### WORK ITEM
The whole listing, except its pictures, is to be repeated exactly.

### PROVIDED DATA
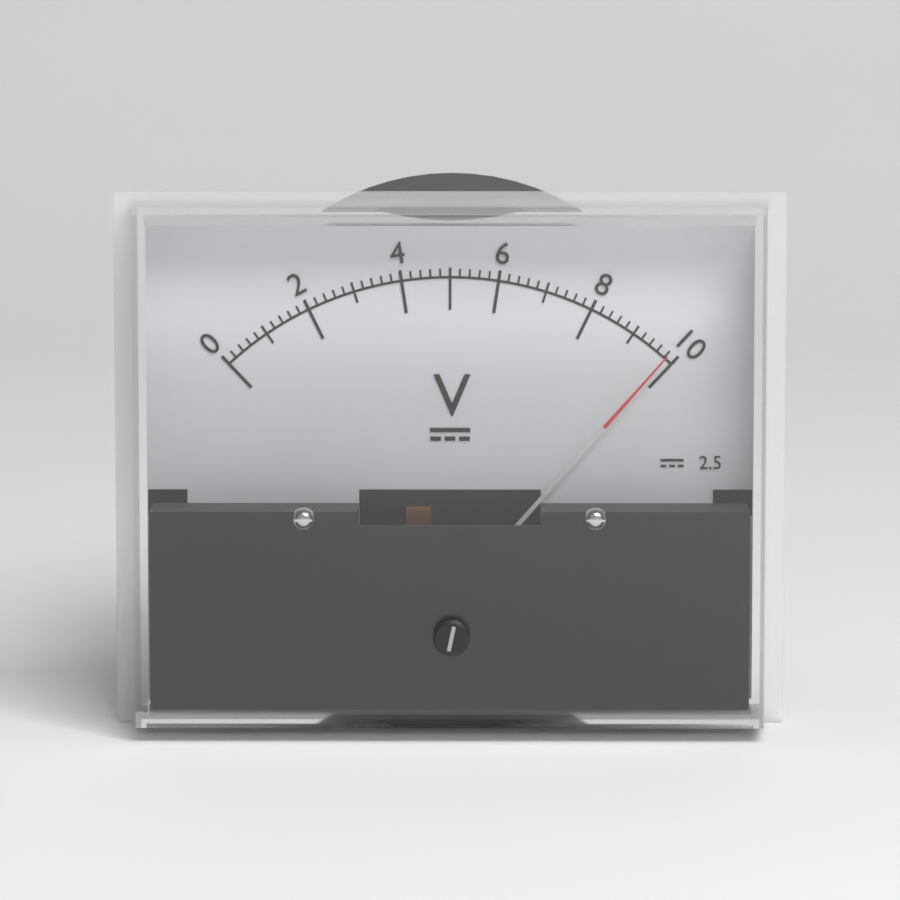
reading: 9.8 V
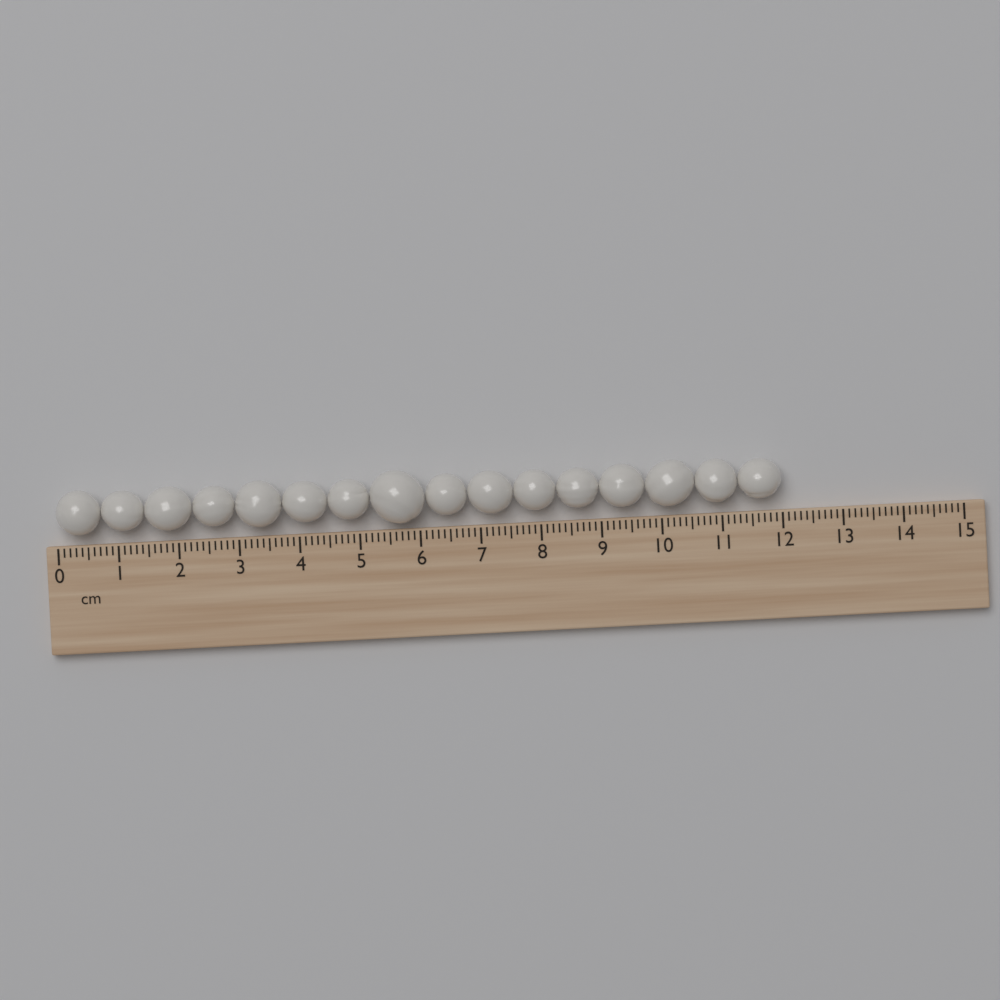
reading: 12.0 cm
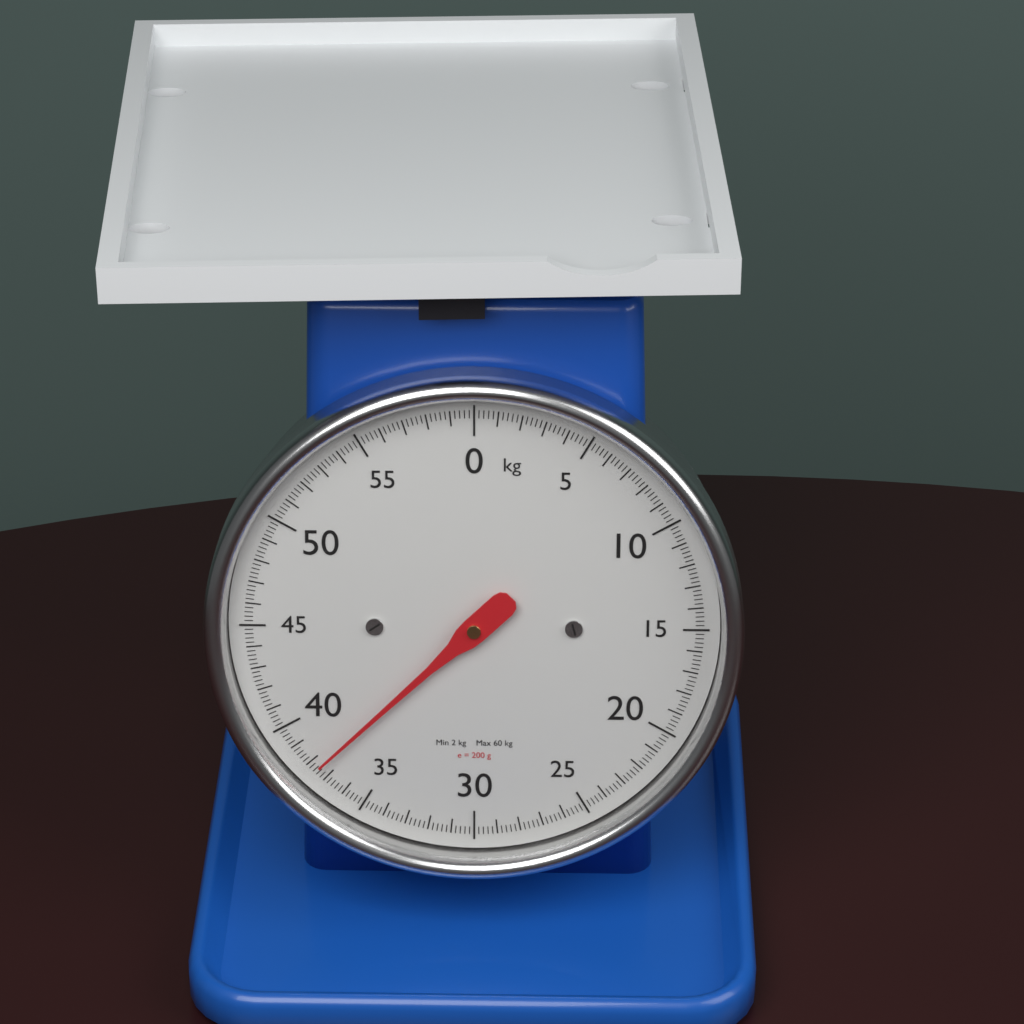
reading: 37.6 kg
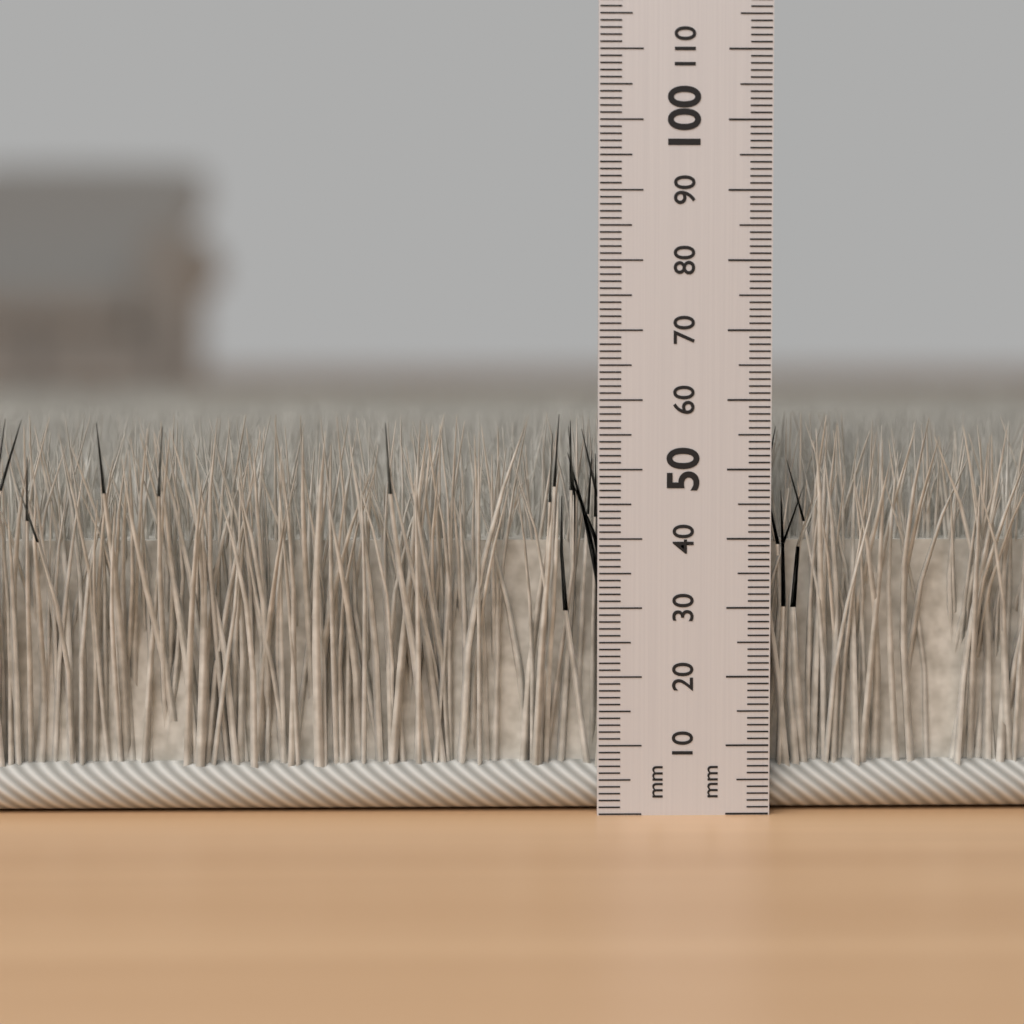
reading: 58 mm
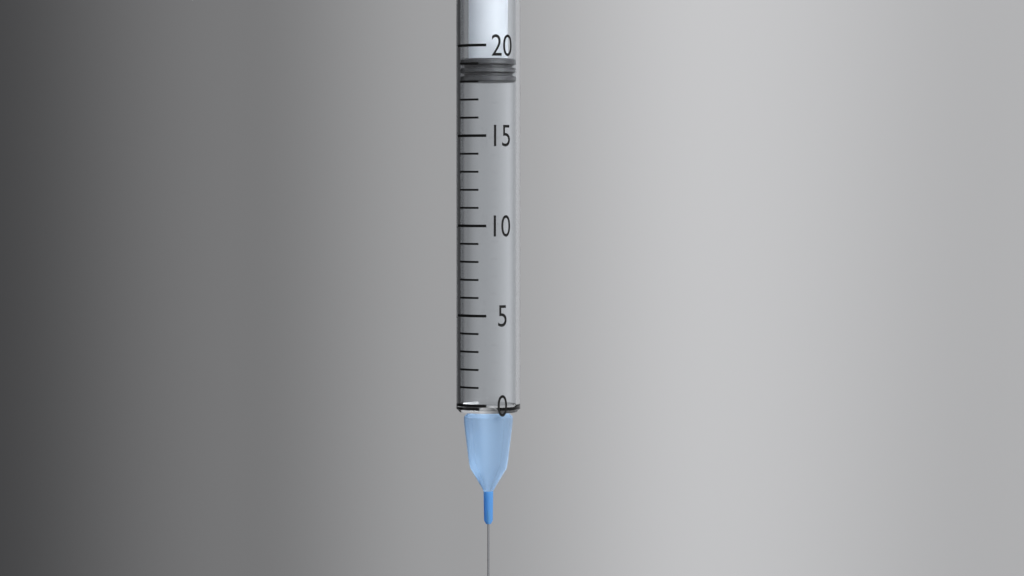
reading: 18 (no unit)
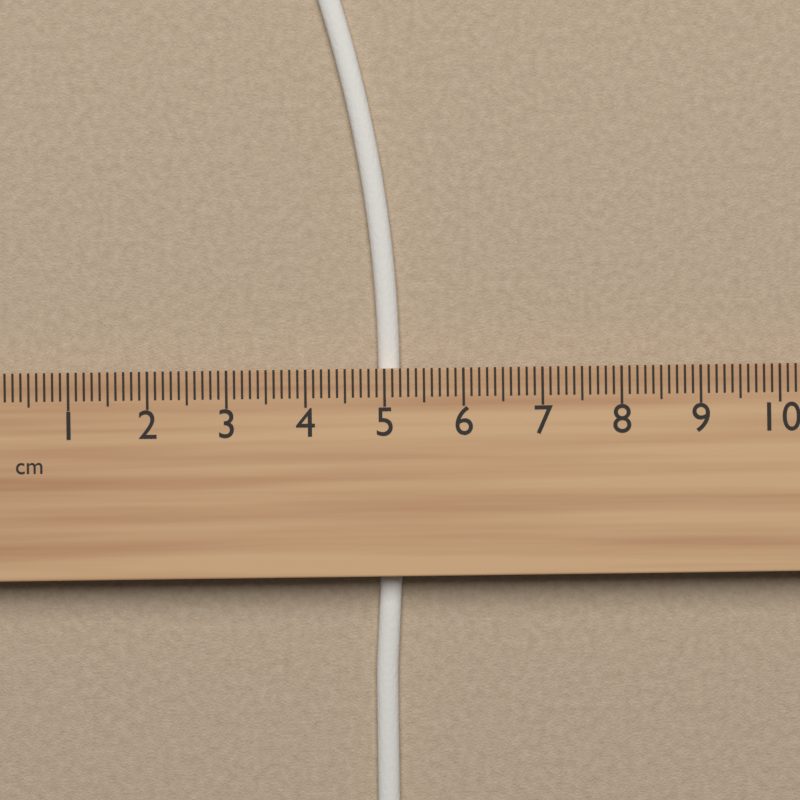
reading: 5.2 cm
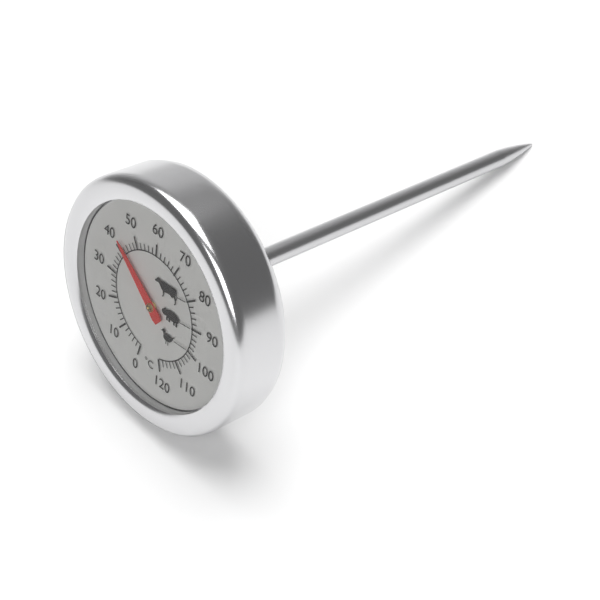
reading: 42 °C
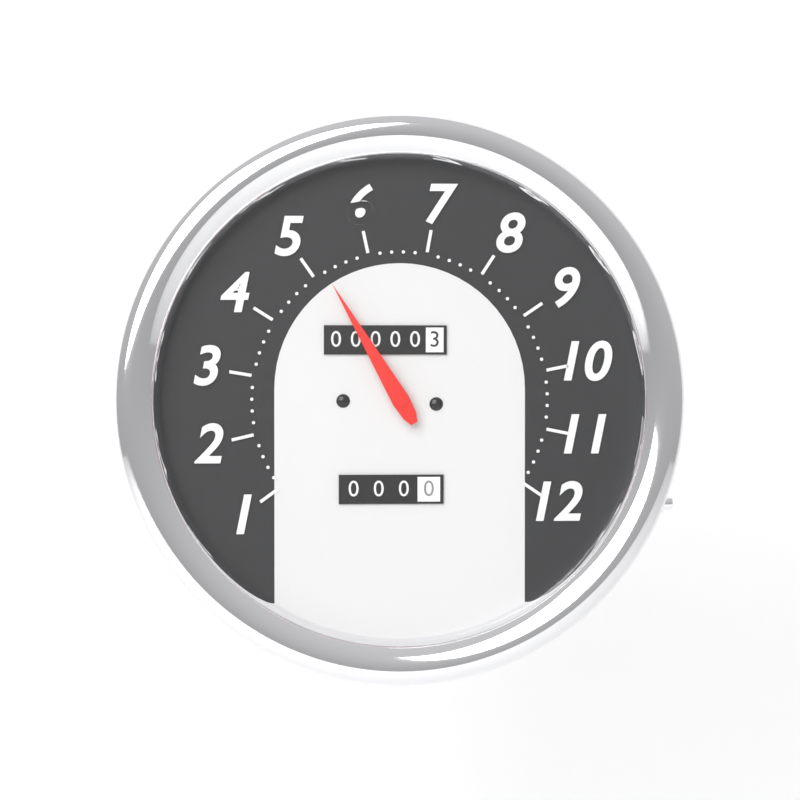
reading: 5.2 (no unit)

### SOLUTION TO THIS EXERCISE
reading: 9.8 V
reading: 12.0 cm
reading: 37.6 kg
reading: 58 mm
reading: 18 (no unit)
reading: 5.2 cm
reading: 42 °C
reading: 5.2 (no unit)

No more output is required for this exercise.